Dec. 9, 1872
P.B.S. Pinchback became governor in Louisiana — the first Black officeholder to do so in the U.S. He was appointed to the position during impeachment proceedings against the elected governor.
His father was a white Mississippi plantation owner, and his mother had been freed from slavery before her son was born. When his father died, he and his family moved to Ohio, and by age 12 he was supporting his family, eventually working on Mississippi River steamboats.
He was so light-skinned he could have “passed” for white, but when the Civil War came, he eventually served as a captain for the 74th U.S. Colored Infantry.
During Reconstruction, the Republican politician helped establish Louisiana’s new constitution and was elected state senator before serving as lieutenant governor and then governor.
In “Redemption: The Last Battle of the Civil War,” Nicholas Lemann described Pinchback as a larger than life figure — “newspaper publisher, gambler, orator, speculator, dandy, mountebank (who) served for a few months as the state’s governor and claimed seats in both houses of (Democratically controlled) Congress following disputed elections but could not persuade the members of either party to seat him.”
Pinchback helped establish Southern University for Black students and aided Homer Plessy’s challenge of segregation in public transportation.
This article first appeared on Mississippi Today and is republished here under a Creative Commons license.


▸ TASK STATEMENT
Without the pictures, copy the entries below word for word.
##### RECORDS
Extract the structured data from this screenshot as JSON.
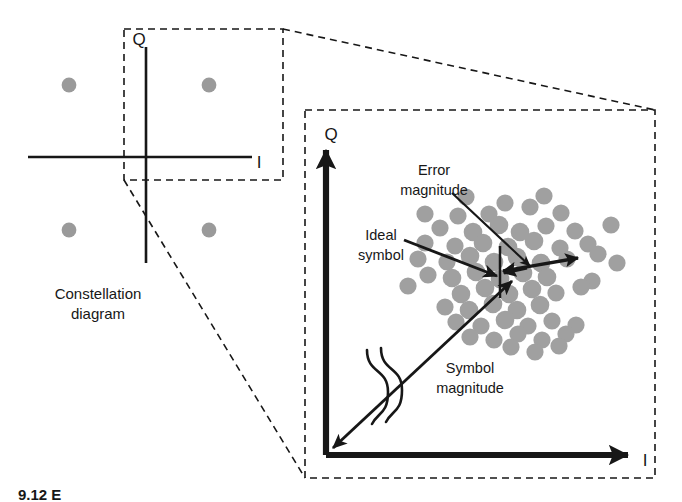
{
  "figure": {
    "background_color": "#ffffff",
    "ink_color": "#171717",
    "symbol_dot_color": "#9a9a9a",
    "cluster_dot_color": "#a0a0a0"
  },
  "left_panel": {
    "name": "constellation-diagram",
    "axis_q_label": "Q",
    "axis_i_label": "I",
    "caption_line1": "Constellation",
    "caption_line2": "diagram",
    "caption_full": "Constellation diagram",
    "symbols": [
      {
        "id": "sym-upper-left",
        "x": 69,
        "y": 85,
        "quadrant": "upper-left"
      },
      {
        "id": "sym-upper-right",
        "x": 209,
        "y": 85,
        "quadrant": "upper-right"
      },
      {
        "id": "sym-lower-left",
        "x": 69,
        "y": 230,
        "quadrant": "lower-left"
      },
      {
        "id": "sym-lower-right",
        "x": 209,
        "y": 230,
        "quadrant": "lower-right"
      }
    ],
    "axes": {
      "origin_x": 146,
      "origin_y": 157,
      "q_top_y": 47,
      "q_bottom_y": 263,
      "i_left_x": 28,
      "i_right_x": 252
    },
    "zoom_box": {
      "x": 124,
      "y": 29,
      "width": 159,
      "height": 151
    }
  },
  "right_panel": {
    "name": "evm-detail-panel",
    "axis_q_label": "Q",
    "axis_i_label": "I",
    "labels": {
      "error_magnitude_line1": "Error",
      "error_magnitude_line2": "magnitude",
      "error_magnitude_full": "Error magnitude",
      "ideal_symbol_line1": "Ideal",
      "ideal_symbol_line2": "symbol",
      "ideal_symbol_full": "Ideal symbol",
      "symbol_magnitude_line1": "Symbol",
      "symbol_magnitude_line2": "magnitude",
      "symbol_magnitude_full": "Symbol magnitude"
    },
    "dashed_border": {
      "x": 305,
      "y": 110,
      "width": 350,
      "height": 368
    },
    "axes": {
      "origin_x": 326,
      "origin_y": 455,
      "q_top_y": 146,
      "i_right_x": 632
    },
    "ideal_symbol_point": {
      "x": 500,
      "y": 272
    },
    "measured_symbol_point": {
      "x": 528,
      "y": 266
    },
    "error_vector": {
      "from_x": 500,
      "from_y": 272,
      "to_x": 575,
      "to_y": 259,
      "double_headed": true
    },
    "symbol_magnitude_vector": {
      "from_x": 330,
      "from_y": 451,
      "to_x": 510,
      "to_y": 282,
      "double_headed": true,
      "has_break_symbol": true
    },
    "cluster_center": {
      "x": 505,
      "y": 272
    },
    "cluster_points": [
      [
        505,
        203
      ],
      [
        530,
        207
      ],
      [
        458,
        216
      ],
      [
        489,
        214
      ],
      [
        561,
        213
      ],
      [
        440,
        228
      ],
      [
        473,
        232
      ],
      [
        499,
        225
      ],
      [
        520,
        232
      ],
      [
        546,
        226
      ],
      [
        575,
        231
      ],
      [
        425,
        243
      ],
      [
        455,
        246
      ],
      [
        483,
        243
      ],
      [
        508,
        247
      ],
      [
        534,
        241
      ],
      [
        560,
        248
      ],
      [
        588,
        244
      ],
      [
        418,
        259
      ],
      [
        447,
        262
      ],
      [
        470,
        256
      ],
      [
        494,
        262
      ],
      [
        517,
        257
      ],
      [
        541,
        263
      ],
      [
        567,
        259
      ],
      [
        598,
        254
      ],
      [
        428,
        275
      ],
      [
        452,
        278
      ],
      [
        476,
        272
      ],
      [
        500,
        279
      ],
      [
        523,
        273
      ],
      [
        547,
        277
      ],
      [
        571,
        271
      ],
      [
        592,
        281
      ],
      [
        436,
        291
      ],
      [
        461,
        294
      ],
      [
        485,
        288
      ],
      [
        509,
        294
      ],
      [
        532,
        289
      ],
      [
        556,
        293
      ],
      [
        581,
        287
      ],
      [
        445,
        307
      ],
      [
        469,
        310
      ],
      [
        493,
        304
      ],
      [
        517,
        310
      ],
      [
        540,
        305
      ],
      [
        564,
        309
      ],
      [
        609,
        289
      ],
      [
        456,
        322
      ],
      [
        481,
        326
      ],
      [
        505,
        320
      ],
      [
        528,
        326
      ],
      [
        552,
        321
      ],
      [
        576,
        325
      ],
      [
        470,
        337
      ],
      [
        494,
        340
      ],
      [
        518,
        334
      ],
      [
        542,
        340
      ],
      [
        566,
        334
      ],
      [
        487,
        352
      ],
      [
        511,
        347
      ],
      [
        535,
        352
      ],
      [
        559,
        346
      ],
      [
        425,
        214
      ],
      [
        611,
        225
      ],
      [
        408,
        286
      ],
      [
        617,
        263
      ],
      [
        466,
        197
      ],
      [
        544,
        196
      ]
    ]
  },
  "connectors": {
    "name": "zoom-connector-lines",
    "top_line": {
      "from_x": 283,
      "from_y": 29,
      "to_x": 655,
      "to_y": 110
    },
    "bottom_line": {
      "from_x": 124,
      "from_y": 180,
      "to_x": 305,
      "to_y": 478
    }
  },
  "caption": {
    "text_partial": "9.12  E"
  }
}
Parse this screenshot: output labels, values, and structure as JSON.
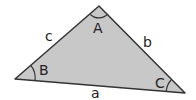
{
  "diagram": {
    "type": "triangle",
    "fill_color": "#c8c8c8",
    "stroke_color": "#333333",
    "vertices": {
      "A": {
        "label": "A",
        "x": 99,
        "y": 6
      },
      "B": {
        "label": "B",
        "x": 15,
        "y": 79
      },
      "C": {
        "label": "C",
        "x": 185,
        "y": 93
      }
    },
    "sides": {
      "a": {
        "label": "a",
        "between": [
          "B",
          "C"
        ]
      },
      "b": {
        "label": "b",
        "between": [
          "A",
          "C"
        ]
      },
      "c": {
        "label": "c",
        "between": [
          "A",
          "B"
        ]
      }
    },
    "angle_labels": [
      "A",
      "B",
      "C"
    ]
  }
}
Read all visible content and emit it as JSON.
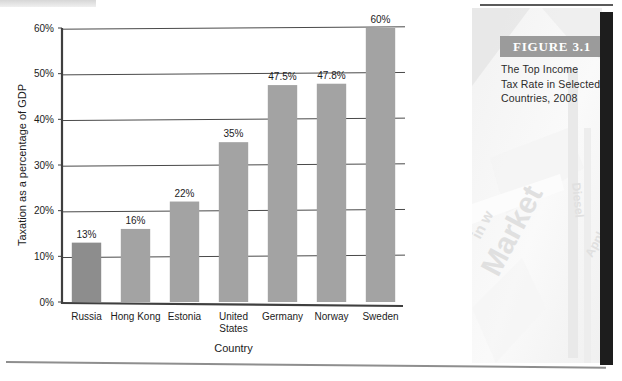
{
  "figure": {
    "banner_label": "FIGURE 3.1",
    "caption_lines": [
      "The Top Income",
      "Tax Rate in Selected",
      "Countries, 2008"
    ],
    "banner_bg": "#9b9b9b",
    "photo_keywords": [
      "Market",
      "Diesel"
    ]
  },
  "chart_data": {
    "type": "bar",
    "title": "",
    "xlabel": "Country",
    "ylabel": "Taxation as a percentage of GDP",
    "categories": [
      "Russia",
      "Hong Kong",
      "Estonia",
      "United States",
      "Germany",
      "Norway",
      "Sweden"
    ],
    "values": [
      13,
      16,
      22,
      35,
      47.5,
      47.8,
      60
    ],
    "data_labels": [
      "13%",
      "16%",
      "22%",
      "35%",
      "47.5%",
      "47.8%",
      "60%"
    ],
    "ylim": [
      0,
      60
    ],
    "yticks": [
      0,
      10,
      20,
      30,
      40,
      50,
      60
    ],
    "ytick_labels": [
      "0%",
      "10%",
      "20%",
      "30%",
      "40%",
      "50%",
      "60%"
    ],
    "grid": "horizontal",
    "legend": "none",
    "bar_colors": [
      "#8d8d8d",
      "#a3a3a3",
      "#a3a3a3",
      "#a3a3a3",
      "#a3a3a3",
      "#a3a3a3",
      "#a3a3a3"
    ],
    "axis_color": "#3f3f3f",
    "gridline_color": "#4a4a4a"
  }
}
##########
▸ OUTPUT FOR THIS EXERCISE
Extract the structured data from this screenshot as JSON.
{
  "figure": {
    "background_color": "#ffffff",
    "ink_color": "#171717",
    "symbol_dot_color": "#9a9a9a",
    "cluster_dot_color": "#a0a0a0"
  },
  "left_panel": {
    "name": "constellation-diagram",
    "axis_q_label": "Q",
    "axis_i_label": "I",
    "caption_line1": "Constellation",
    "caption_line2": "diagram",
    "caption_full": "Constellation diagram",
    "symbols": [
      {
        "id": "sym-upper-left",
        "x": 69,
        "y": 85,
        "quadrant": "upper-left"
      },
      {
        "id": "sym-upper-right",
        "x": 209,
        "y": 85,
        "quadrant": "upper-right"
      },
      {
        "id": "sym-lower-left",
        "x": 69,
        "y": 230,
        "quadrant": "lower-left"
      },
      {
        "id": "sym-lower-right",
        "x": 209,
        "y": 230,
        "quadrant": "lower-right"
      }
    ],
    "axes": {
      "origin_x": 146,
      "origin_y": 157,
      "q_top_y": 47,
      "q_bottom_y": 263,
      "i_left_x": 28,
      "i_right_x": 252
    },
    "zoom_box": {
      "x": 124,
      "y": 29,
      "width": 159,
      "height": 151
    }
  },
  "right_panel": {
    "name": "evm-detail-panel",
    "axis_q_label": "Q",
    "axis_i_label": "I",
    "labels": {
      "error_magnitude_line1": "Error",
      "error_magnitude_line2": "magnitude",
      "error_magnitude_full": "Error magnitude",
      "ideal_symbol_line1": "Ideal",
      "ideal_symbol_line2": "symbol",
      "ideal_symbol_full": "Ideal symbol",
      "symbol_magnitude_line1": "Symbol",
      "symbol_magnitude_line2": "magnitude",
      "symbol_magnitude_full": "Symbol magnitude"
    },
    "dashed_border": {
      "x": 305,
      "y": 110,
      "width": 350,
      "height": 368
    },
    "axes": {
      "origin_x": 326,
      "origin_y": 455,
      "q_top_y": 146,
      "i_right_x": 632
    },
    "ideal_symbol_point": {
      "x": 500,
      "y": 272
    },
    "measured_symbol_point": {
      "x": 528,
      "y": 266
    },
    "error_vector": {
      "from_x": 500,
      "from_y": 272,
      "to_x": 575,
      "to_y": 259,
      "double_headed": true
    },
    "symbol_magnitude_vector": {
      "from_x": 330,
      "from_y": 451,
      "to_x": 510,
      "to_y": 282,
      "double_headed": true,
      "has_break_symbol": true
    },
    "cluster_center": {
      "x": 505,
      "y": 272
    },
    "cluster_points": [
      [
        505,
        203
      ],
      [
        530,
        207
      ],
      [
        458,
        216
      ],
      [
        489,
        214
      ],
      [
        561,
        213
      ],
      [
        440,
        228
      ],
      [
        473,
        232
      ],
      [
        499,
        225
      ],
      [
        520,
        232
      ],
      [
        546,
        226
      ],
      [
        575,
        231
      ],
      [
        425,
        243
      ],
      [
        455,
        246
      ],
      [
        483,
        243
      ],
      [
        508,
        247
      ],
      [
        534,
        241
      ],
      [
        560,
        248
      ],
      [
        588,
        244
      ],
      [
        418,
        259
      ],
      [
        447,
        262
      ],
      [
        470,
        256
      ],
      [
        494,
        262
      ],
      [
        517,
        257
      ],
      [
        541,
        263
      ],
      [
        567,
        259
      ],
      [
        598,
        254
      ],
      [
        428,
        275
      ],
      [
        452,
        278
      ],
      [
        476,
        272
      ],
      [
        500,
        279
      ],
      [
        523,
        273
      ],
      [
        547,
        277
      ],
      [
        571,
        271
      ],
      [
        592,
        281
      ],
      [
        436,
        291
      ],
      [
        461,
        294
      ],
      [
        485,
        288
      ],
      [
        509,
        294
      ],
      [
        532,
        289
      ],
      [
        556,
        293
      ],
      [
        581,
        287
      ],
      [
        445,
        307
      ],
      [
        469,
        310
      ],
      [
        493,
        304
      ],
      [
        517,
        310
      ],
      [
        540,
        305
      ],
      [
        564,
        309
      ],
      [
        609,
        289
      ],
      [
        456,
        322
      ],
      [
        481,
        326
      ],
      [
        505,
        320
      ],
      [
        528,
        326
      ],
      [
        552,
        321
      ],
      [
        576,
        325
      ],
      [
        470,
        337
      ],
      [
        494,
        340
      ],
      [
        518,
        334
      ],
      [
        542,
        340
      ],
      [
        566,
        334
      ],
      [
        487,
        352
      ],
      [
        511,
        347
      ],
      [
        535,
        352
      ],
      [
        559,
        346
      ],
      [
        425,
        214
      ],
      [
        611,
        225
      ],
      [
        408,
        286
      ],
      [
        617,
        263
      ],
      [
        466,
        197
      ],
      [
        544,
        196
      ]
    ]
  },
  "connectors": {
    "name": "zoom-connector-lines",
    "top_line": {
      "from_x": 283,
      "from_y": 29,
      "to_x": 655,
      "to_y": 110
    },
    "bottom_line": {
      "from_x": 124,
      "from_y": 180,
      "to_x": 305,
      "to_y": 478
    }
  },
  "caption": {
    "text_partial": "9.12  E"
  }
}
Parse this screenshot: output labels, values, and structure as JSON.
{
  "diagram": {
    "type": "triangle",
    "fill_color": "#c8c8c8",
    "stroke_color": "#333333",
    "vertices": {
      "A": {
        "label": "A",
        "x": 99,
        "y": 6
      },
      "B": {
        "label": "B",
        "x": 15,
        "y": 79
      },
      "C": {
        "label": "C",
        "x": 185,
        "y": 93
      }
    },
    "sides": {
      "a": {
        "label": "a",
        "between": [
          "B",
          "C"
        ]
      },
      "b": {
        "label": "b",
        "between": [
          "A",
          "C"
        ]
      },
      "c": {
        "label": "c",
        "between": [
          "A",
          "B"
        ]
      }
    },
    "angle_labels": [
      "A",
      "B",
      "C"
    ]
  }
}
Read all visible content and emit it as JSON.
{
  "figure": {
    "banner_label": "FIGURE 3.1",
    "caption_lines": [
      "The Top Income",
      "Tax Rate in Selected",
      "Countries, 2008"
    ],
    "banner_bg": "#9b9b9b",
    "photo_keywords": [
      "Market",
      "Diesel"
    ]
  },
  "chart_data": {
    "type": "bar",
    "title": "",
    "xlabel": "Country",
    "ylabel": "Taxation as a percentage of GDP",
    "categories": [
      "Russia",
      "Hong Kong",
      "Estonia",
      "United States",
      "Germany",
      "Norway",
      "Sweden"
    ],
    "values": [
      13,
      16,
      22,
      35,
      47.5,
      47.8,
      60
    ],
    "data_labels": [
      "13%",
      "16%",
      "22%",
      "35%",
      "47.5%",
      "47.8%",
      "60%"
    ],
    "ylim": [
      0,
      60
    ],
    "yticks": [
      0,
      10,
      20,
      30,
      40,
      50,
      60
    ],
    "ytick_labels": [
      "0%",
      "10%",
      "20%",
      "30%",
      "40%",
      "50%",
      "60%"
    ],
    "grid": "horizontal",
    "legend": "none",
    "bar_colors": [
      "#8d8d8d",
      "#a3a3a3",
      "#a3a3a3",
      "#a3a3a3",
      "#a3a3a3",
      "#a3a3a3",
      "#a3a3a3"
    ],
    "axis_color": "#3f3f3f",
    "gridline_color": "#4a4a4a"
  }
}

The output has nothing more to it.